League of Conservation Voters
“Before the banks burned and before the housing crisis caught fire, it was soaring gas prices that sparked this economic wildfire. President Obama’s economic recovery package seizes the opportunity to put out today’s flames and prevent future flare-ups by putting millions of Americans to work to end our crippling addiction to oil. The American Recovery and Reinvestment Act of 2009 will be the largest investment in clean energy and energy efficiency in our country’s history.”
NumbersUSA
“The feds’ monthly report was even worse than expected: 598,000 jobs cut in January. And, yet, Senate leaders have still not given permission for a vote on a Stimulus Bill amendment that would keep illegal foreign workers from getting jobs created by the massive taxpayer effort. How many Americans have to lose their jobs before they are given priority over illegal aliens and the outlaw companies that hire them?”
It may not be politically correct, but I believe we need to put tougher restrictions on immigration now for several reasons. We must not be inhumane to people who come, but we need to take care of business here, protect our citizens and jobs, wildlife and natural resources and our borders, and become more self-sufficient as a nation. We need to end foreign occupations; we need those soldiers here hopefully for rebuilding, for natural disasters and for potential civil unrest due to lack of work. Look at what’s happening in Iceland, Europe and Russia.
Our new president, who rightfully bragged about how he voted against the war in Iraq during the campaign, now seems to be carrying on the same aggressive policies of the last administration using some of the same old hawkish defense heads. Since he took office a few short weeks ago, he’s already ordered drone attacks; he’s already dropped bombs and killed civilians. Again, I turn you to my resources on the subject.
New York Times “Obama’s War – Fearing Another Quagmire in Afghanistan”
“Can President Obama succeed in that long-lamented “graveyard of empires” — a place that has crushed foreign occupiers for more than 2,000 years?”
Democracy Now “Obama Continues Bush Policy of Deadly Air Strikes in Pakistan”
“In Pakistan, outrage continues to mount over a US military attack approved by President Obama. Last Friday, unmanned US Predator drones fired missiles at houses in Pakistan’s Federally Administered Tribal Areas, or FATA, killing as many as twenty-two people, including at least three children.”
Bill Moyers “Is a Military Strategy the Best Option in Afghanistan?”
“In the wake of the recent American missile attacks in Pakistan, this week’s JOURNAL explored U.S. bombing policies and how they affect U.S. objectives in Afghanistan and the region.

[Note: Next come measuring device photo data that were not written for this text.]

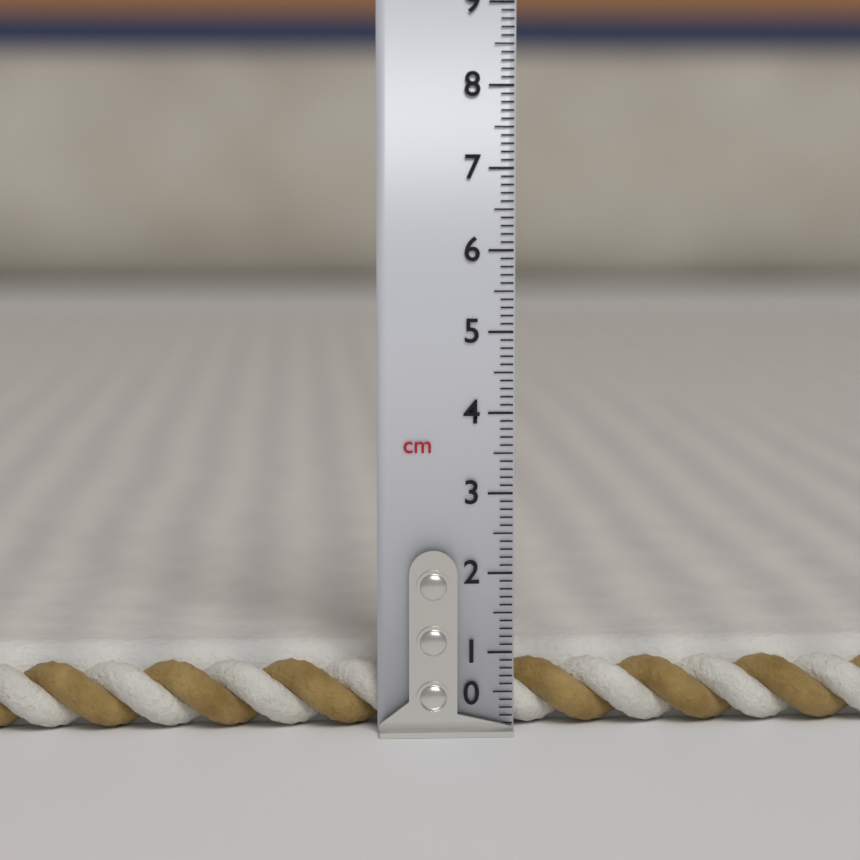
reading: 1.0 cm
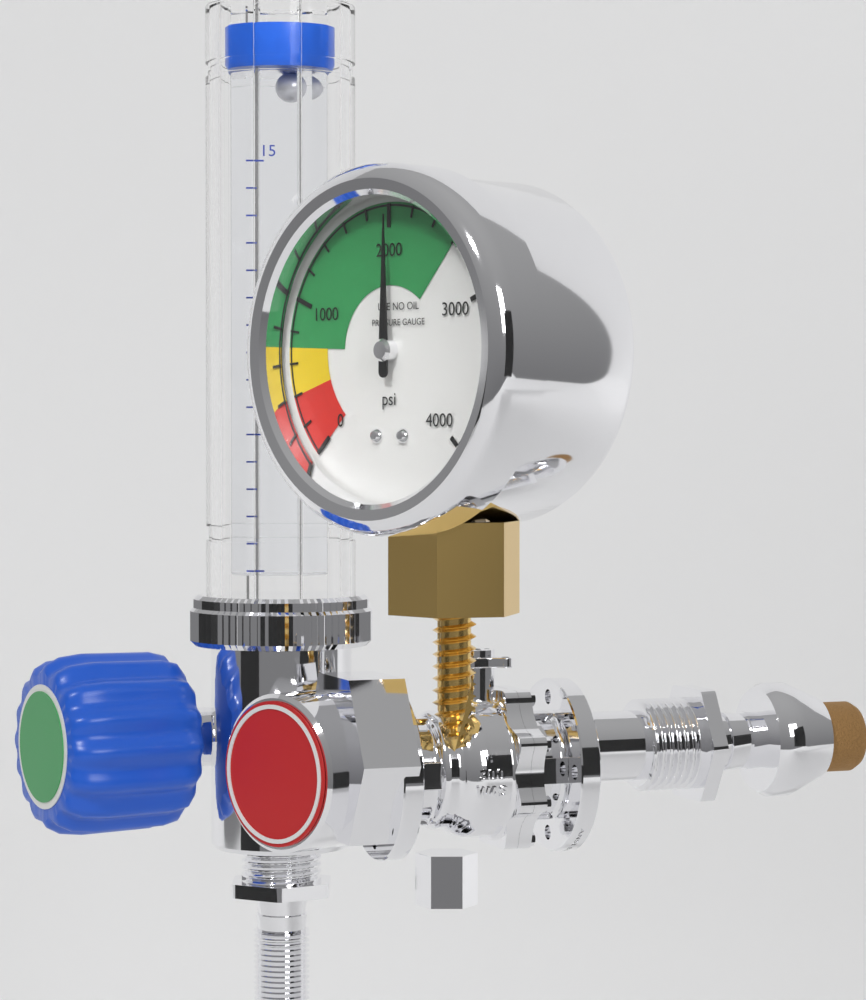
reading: 2000 psi
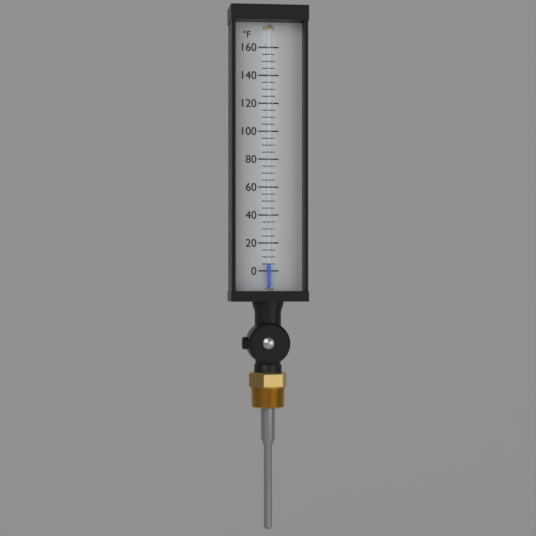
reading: 5 °F
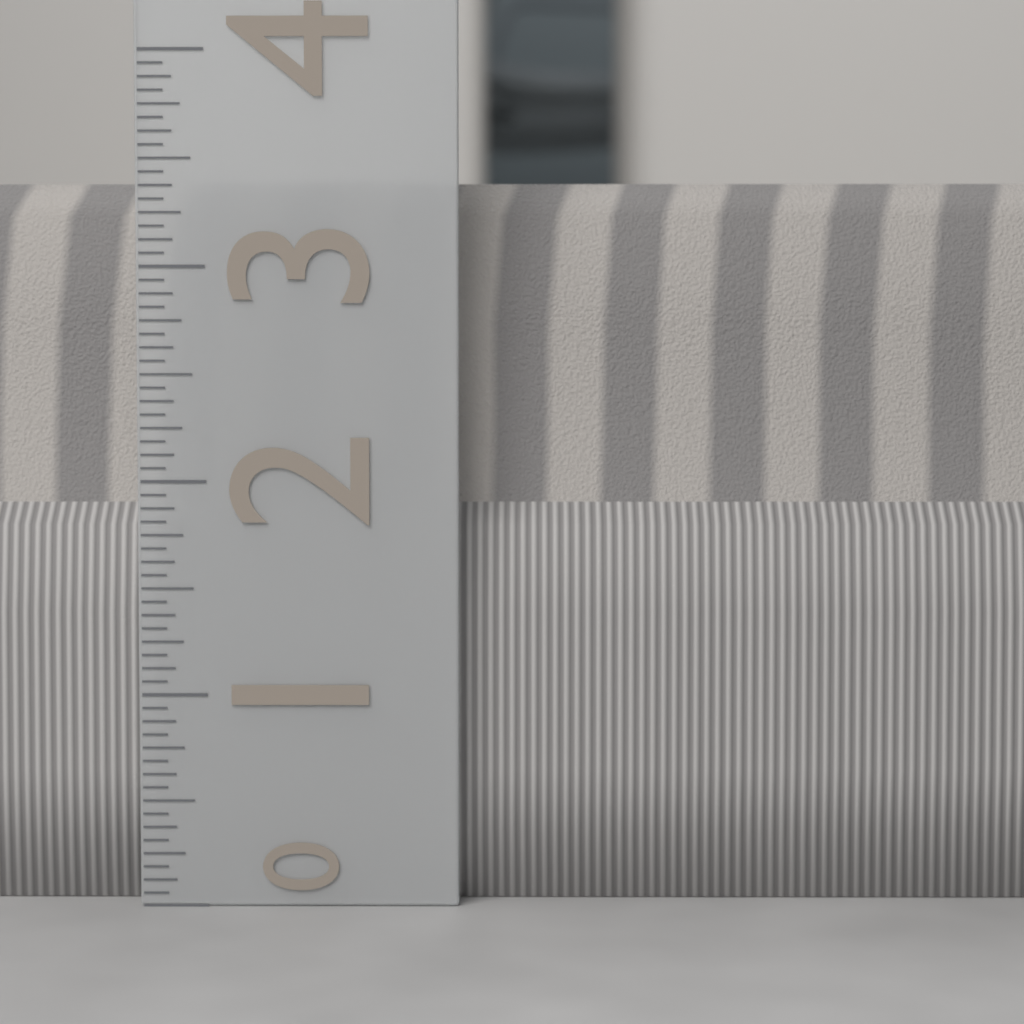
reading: 3.4375 (no unit)
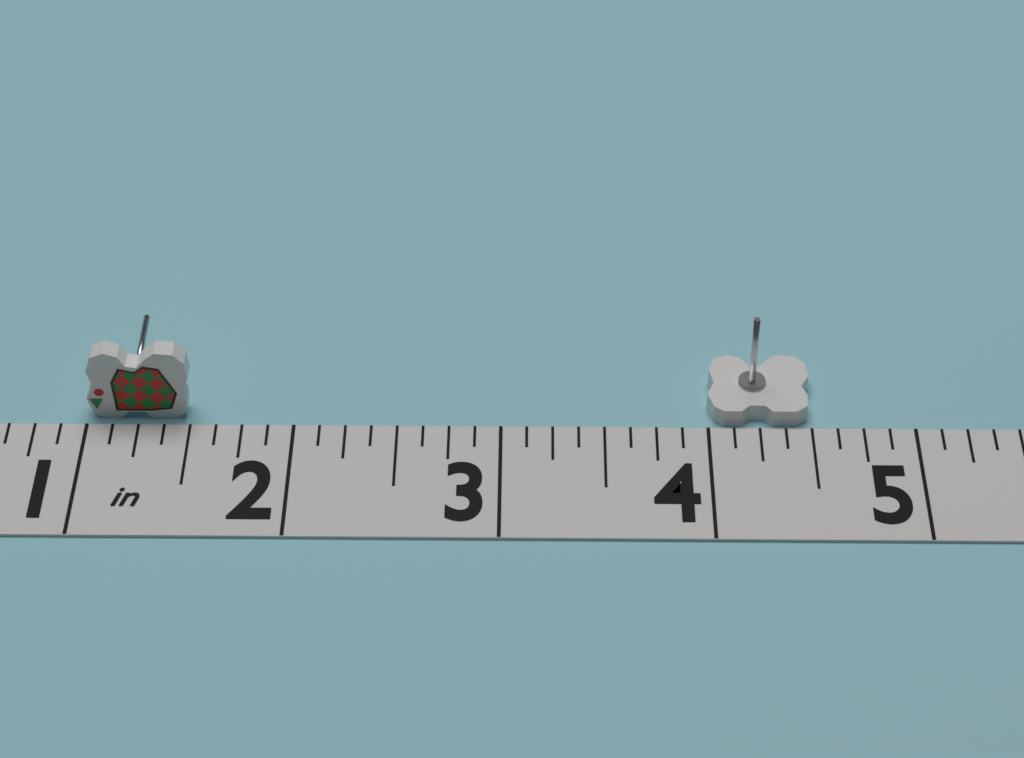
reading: 4.500 in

Bill Moyers asked historian Marilyn B. Young and former Pentagon official Pierre Sprey about the effectiveness of targeting Al-Qaeda and Taliban militants when the casualties include civilians.”
From what I can tell, our best bet is to stop missile strikes and pull out of that region, except for some elite special ground forces with very specific targets, and continue to provide whatever humanitarian aid we are able.